Why Your Internal School Ranking Matters More Than the Exam
The 'Easy Teacher' Problem
Imagine two schools:
If the admission centers just used the raw school marks, everyone from School A would get a 99 ATAR, and the brilliant students from School B would fail.
To prevent this, the government uses Statistical Moderation.
How Moderation Actually Works
Moderation ignores your raw percentage. It only cares about your rank within your specific school cohort.
The Danger of a Weak Cohort
This is why elite selective schools produce high ATARs. If you are Rank 10 at James Ruse Agricultural High School, you might feel like you are failing. But because the students at Rank 1 to 9 will all score 99% on the final exam, the moderation algorithm will pull your internal school mark massively upwards.
Conversely, if you are Rank 1 at a struggling school, and your classmates completely bomb the final exam, it won't hurt you (because you keep the highest exam score). But if you are Rank 2, and Rank 1 bombs the exam, your school mark gets dragged down by their failure.
Collaboration vs Competition
Students often hide their notes from classmates because they want to "beat" them. This is mathematically stupid.
Because your moderated school mark depends on how well your entire class performs on the final exam, it is in your best interest to help your classmates study. The higher the average exam score of your class, the higher the moderation pulls up everyone's internal marks.
Stop worrying about the raw percentage on your essays. Focus entirely on your rank. Use our ATAR Calculator to focus on the final aggregate score rather than internal percentages.
Simulate Moderation Effects
Input your estimated raw scores and see how statistical moderation could pull your ATAR up or down.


The entries shown below are to be printed in full, unaltered.
━━━ Information supplied ━━━
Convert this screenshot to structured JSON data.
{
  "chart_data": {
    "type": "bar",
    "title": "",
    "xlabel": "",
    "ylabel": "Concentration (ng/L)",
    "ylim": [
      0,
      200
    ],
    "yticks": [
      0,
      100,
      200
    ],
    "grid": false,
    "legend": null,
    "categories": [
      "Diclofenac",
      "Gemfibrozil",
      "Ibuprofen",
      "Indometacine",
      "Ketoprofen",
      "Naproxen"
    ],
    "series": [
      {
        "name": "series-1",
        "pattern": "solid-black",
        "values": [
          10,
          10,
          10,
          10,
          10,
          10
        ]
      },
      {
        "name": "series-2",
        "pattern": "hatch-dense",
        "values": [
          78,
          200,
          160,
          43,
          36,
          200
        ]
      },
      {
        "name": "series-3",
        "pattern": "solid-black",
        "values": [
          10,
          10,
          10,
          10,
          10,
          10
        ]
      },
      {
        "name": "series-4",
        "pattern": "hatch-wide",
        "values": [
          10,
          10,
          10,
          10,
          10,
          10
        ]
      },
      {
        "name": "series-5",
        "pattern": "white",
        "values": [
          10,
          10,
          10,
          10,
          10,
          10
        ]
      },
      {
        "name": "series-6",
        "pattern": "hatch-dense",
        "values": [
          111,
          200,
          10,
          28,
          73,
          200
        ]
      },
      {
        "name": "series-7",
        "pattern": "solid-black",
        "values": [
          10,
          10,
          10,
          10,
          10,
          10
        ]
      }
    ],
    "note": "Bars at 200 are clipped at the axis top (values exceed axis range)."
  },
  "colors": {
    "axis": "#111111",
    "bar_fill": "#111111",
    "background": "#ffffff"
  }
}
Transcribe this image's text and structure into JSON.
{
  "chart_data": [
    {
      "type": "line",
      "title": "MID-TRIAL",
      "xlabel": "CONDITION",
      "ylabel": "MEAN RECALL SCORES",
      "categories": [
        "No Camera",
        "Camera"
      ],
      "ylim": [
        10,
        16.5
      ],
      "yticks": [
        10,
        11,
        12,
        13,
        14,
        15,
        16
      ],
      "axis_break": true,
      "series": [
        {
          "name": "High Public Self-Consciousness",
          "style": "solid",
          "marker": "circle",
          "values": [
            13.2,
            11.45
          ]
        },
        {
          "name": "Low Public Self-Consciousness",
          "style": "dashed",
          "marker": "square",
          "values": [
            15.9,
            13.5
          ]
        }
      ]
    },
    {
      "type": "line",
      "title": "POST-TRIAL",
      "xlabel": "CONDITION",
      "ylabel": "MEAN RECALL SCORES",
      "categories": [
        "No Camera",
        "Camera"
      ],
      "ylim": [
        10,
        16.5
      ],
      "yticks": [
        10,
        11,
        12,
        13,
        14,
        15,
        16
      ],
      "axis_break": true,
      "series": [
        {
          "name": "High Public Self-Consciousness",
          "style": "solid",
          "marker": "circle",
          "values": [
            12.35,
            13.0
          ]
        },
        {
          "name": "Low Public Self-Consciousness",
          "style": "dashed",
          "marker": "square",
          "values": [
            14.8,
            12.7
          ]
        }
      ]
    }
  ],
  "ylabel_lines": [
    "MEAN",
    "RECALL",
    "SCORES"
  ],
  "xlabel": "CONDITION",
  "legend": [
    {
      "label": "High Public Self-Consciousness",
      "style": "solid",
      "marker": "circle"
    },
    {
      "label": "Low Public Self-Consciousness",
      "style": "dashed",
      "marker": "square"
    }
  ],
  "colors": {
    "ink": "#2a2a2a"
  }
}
━━━
Solution to the problem:
Convert this screenshot to structured JSON data.
{
  "chart_data": {
    "type": "bar",
    "title": "",
    "xlabel": "",
    "ylabel": "Concentration (ng/L)",
    "ylim": [
      0,
      200
    ],
    "yticks": [
      0,
      100,
      200
    ],
    "grid": false,
    "legend": null,
    "categories": [
      "Diclofenac",
      "Gemfibrozil",
      "Ibuprofen",
      "Indometacine",
      "Ketoprofen",
      "Naproxen"
    ],
    "series": [
      {
        "name": "series-1",
        "pattern": "solid-black",
        "values": [
          10,
          10,
          10,
          10,
          10,
          10
        ]
      },
      {
        "name": "series-2",
        "pattern": "hatch-dense",
        "values": [
          78,
          200,
          160,
          43,
          36,
          200
        ]
      },
      {
        "name": "series-3",
        "pattern": "solid-black",
        "values": [
          10,
          10,
          10,
          10,
          10,
          10
        ]
      },
      {
        "name": "series-4",
        "pattern": "hatch-wide",
        "values": [
          10,
          10,
          10,
          10,
          10,
          10
        ]
      },
      {
        "name": "series-5",
        "pattern": "white",
        "values": [
          10,
          10,
          10,
          10,
          10,
          10
        ]
      },
      {
        "name": "series-6",
        "pattern": "hatch-dense",
        "values": [
          111,
          200,
          10,
          28,
          73,
          200
        ]
      },
      {
        "name": "series-7",
        "pattern": "solid-black",
        "values": [
          10,
          10,
          10,
          10,
          10,
          10
        ]
      }
    ],
    "note": "Bars at 200 are clipped at the axis top (values exceed axis range)."
  },
  "colors": {
    "axis": "#111111",
    "bar_fill": "#111111",
    "background": "#ffffff"
  }
}
Transcribe this image's text and structure into JSON.
{
  "chart_data": [
    {
      "type": "line",
      "title": "MID-TRIAL",
      "xlabel": "CONDITION",
      "ylabel": "MEAN RECALL SCORES",
      "categories": [
        "No Camera",
        "Camera"
      ],
      "ylim": [
        10,
        16.5
      ],
      "yticks": [
        10,
        11,
        12,
        13,
        14,
        15,
        16
      ],
      "axis_break": true,
      "series": [
        {
          "name": "High Public Self-Consciousness",
          "style": "solid",
          "marker": "circle",
          "values": [
            13.2,
            11.45
          ]
        },
        {
          "name": "Low Public Self-Consciousness",
          "style": "dashed",
          "marker": "square",
          "values": [
            15.9,
            13.5
          ]
        }
      ]
    },
    {
      "type": "line",
      "title": "POST-TRIAL",
      "xlabel": "CONDITION",
      "ylabel": "MEAN RECALL SCORES",
      "categories": [
        "No Camera",
        "Camera"
      ],
      "ylim": [
        10,
        16.5
      ],
      "yticks": [
        10,
        11,
        12,
        13,
        14,
        15,
        16
      ],
      "axis_break": true,
      "series": [
        {
          "name": "High Public Self-Consciousness",
          "style": "solid",
          "marker": "circle",
          "values": [
            12.35,
            13.0
          ]
        },
        {
          "name": "Low Public Self-Consciousness",
          "style": "dashed",
          "marker": "square",
          "values": [
            14.8,
            12.7
          ]
        }
      ]
    }
  ],
  "ylabel_lines": [
    "MEAN",
    "RECALL",
    "SCORES"
  ],
  "xlabel": "CONDITION",
  "legend": [
    {
      "label": "High Public Self-Consciousness",
      "style": "solid",
      "marker": "circle"
    },
    {
      "label": "Low Public Self-Consciousness",
      "style": "dashed",
      "marker": "square"
    }
  ],
  "colors": {
    "ink": "#2a2a2a"
  }
}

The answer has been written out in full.